PROBLEM REQUIREMENTS: In the records below, find the line with "What do you" and repeat it and every line after it, exactly, without any pictures.

RECORDS PROVIDED:
↓↓↓

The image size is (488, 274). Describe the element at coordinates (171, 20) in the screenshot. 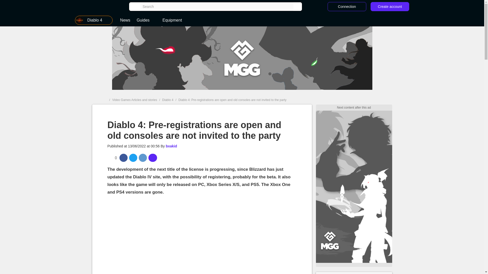

I see `Equipment` at that location.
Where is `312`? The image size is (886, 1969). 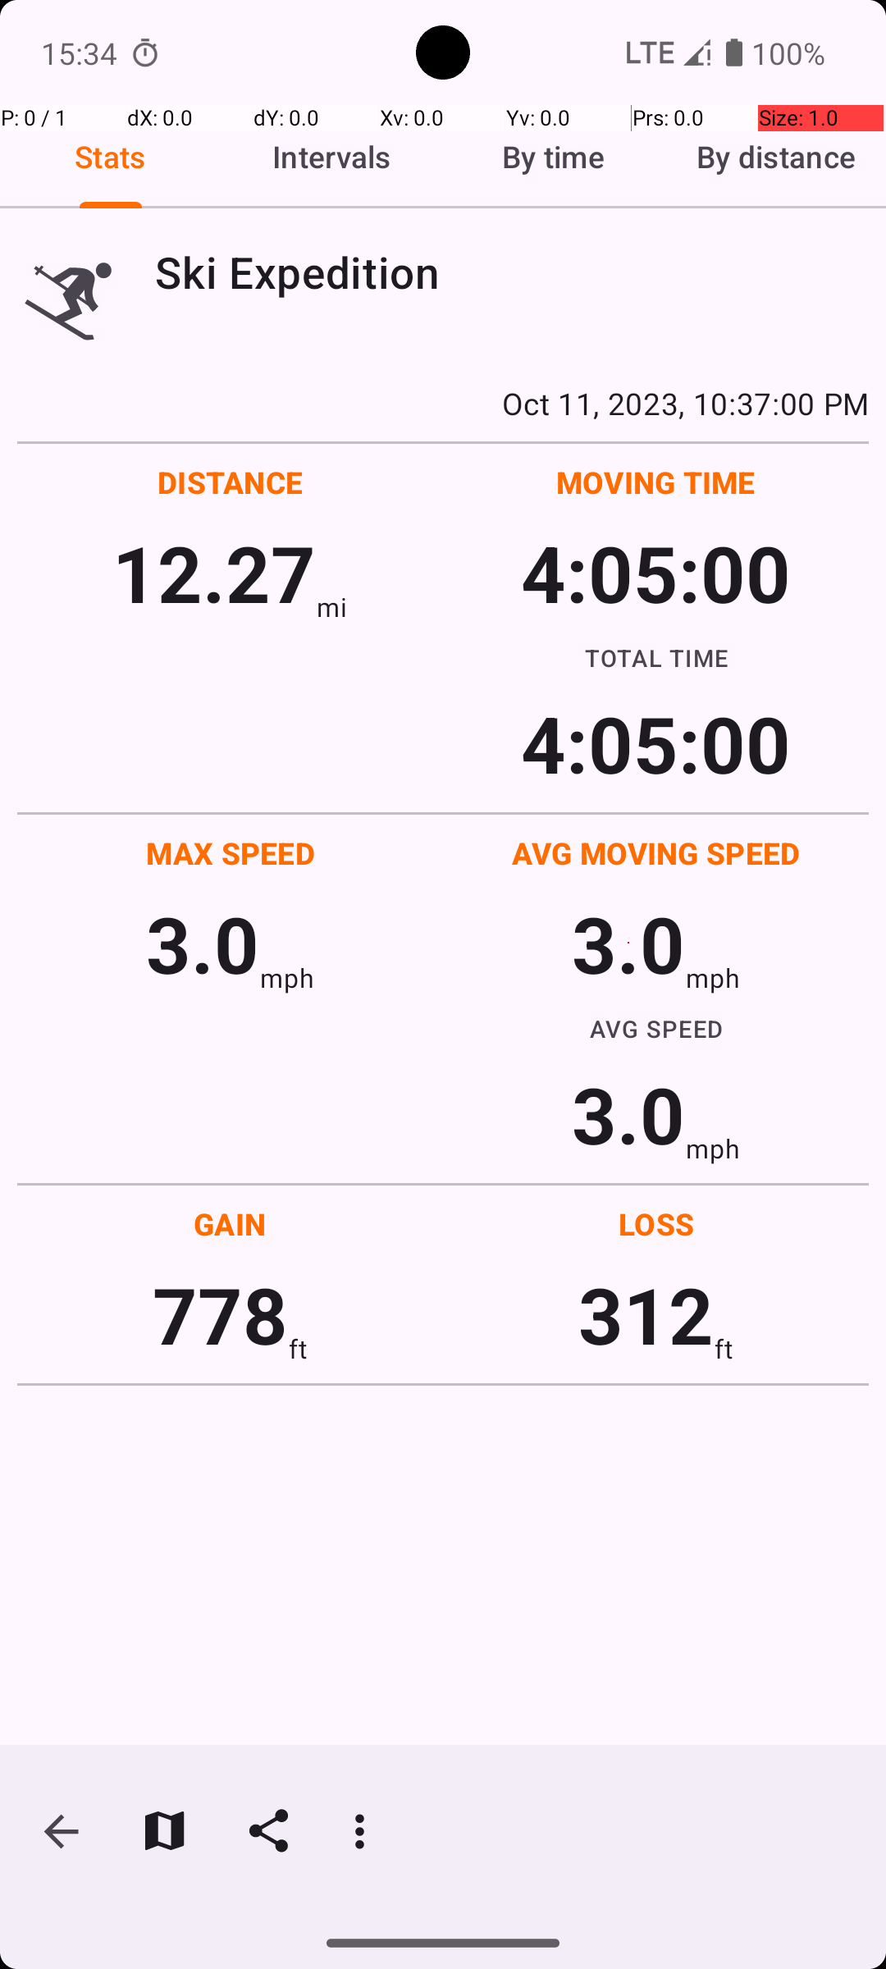
312 is located at coordinates (646, 1314).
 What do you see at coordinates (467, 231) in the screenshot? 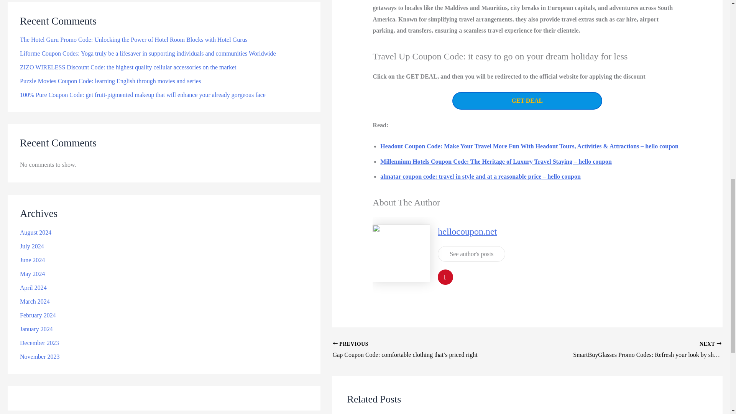
I see `hellocoupon.net` at bounding box center [467, 231].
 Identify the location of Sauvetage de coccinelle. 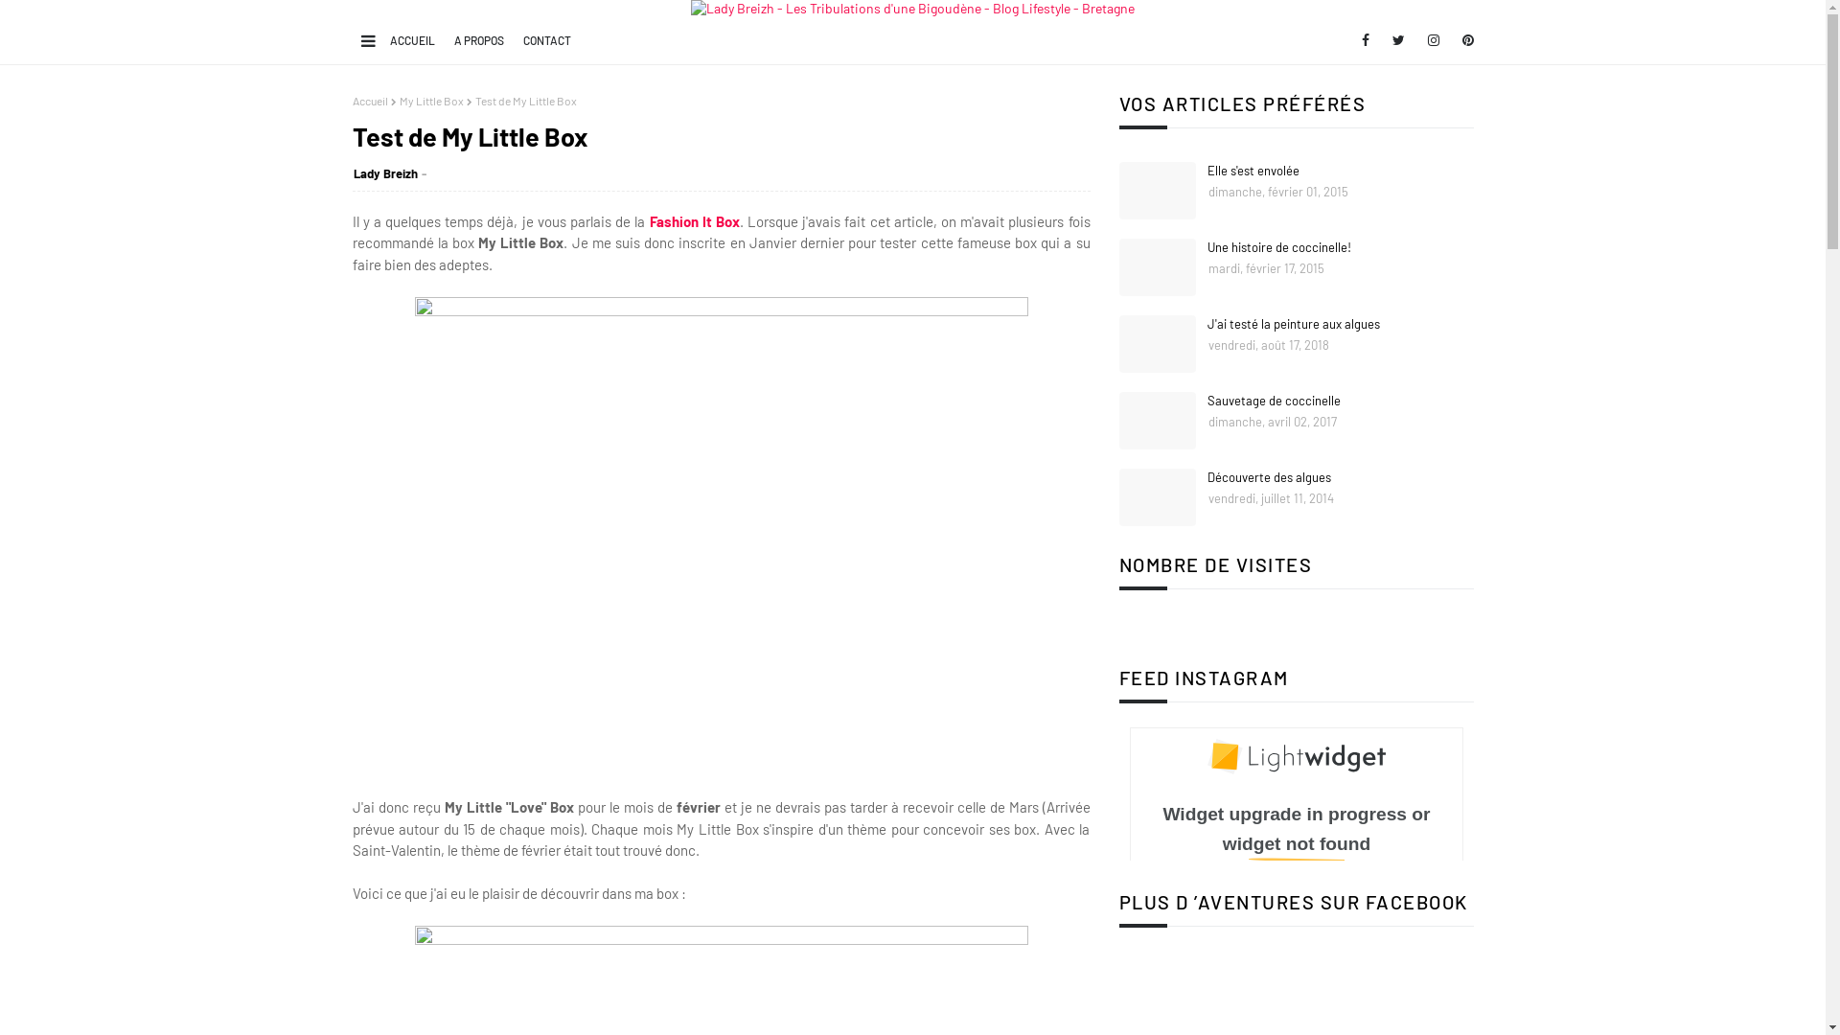
(1341, 402).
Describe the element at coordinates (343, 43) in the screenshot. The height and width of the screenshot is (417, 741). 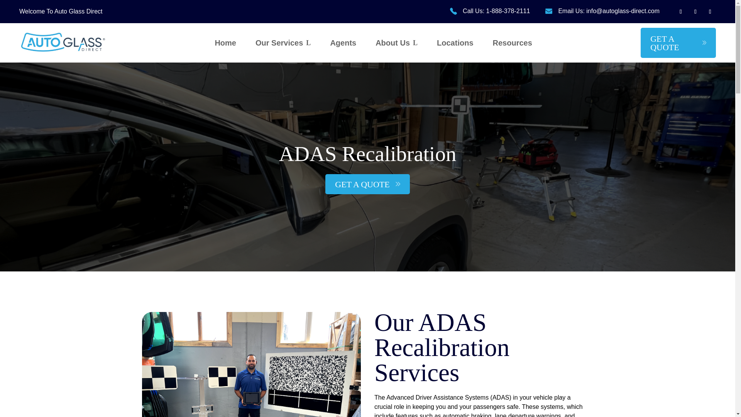
I see `Agents` at that location.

↑↑↑

RESPONSE TO THIS TASK:
 What do you see at coordinates (467, 231) in the screenshot? 
I see `hellocoupon.net` at bounding box center [467, 231].
 Identify the location of Sauvetage de coccinelle. 
(1341, 402).
Describe the element at coordinates (343, 43) in the screenshot. The height and width of the screenshot is (417, 741). 
I see `Agents` at that location.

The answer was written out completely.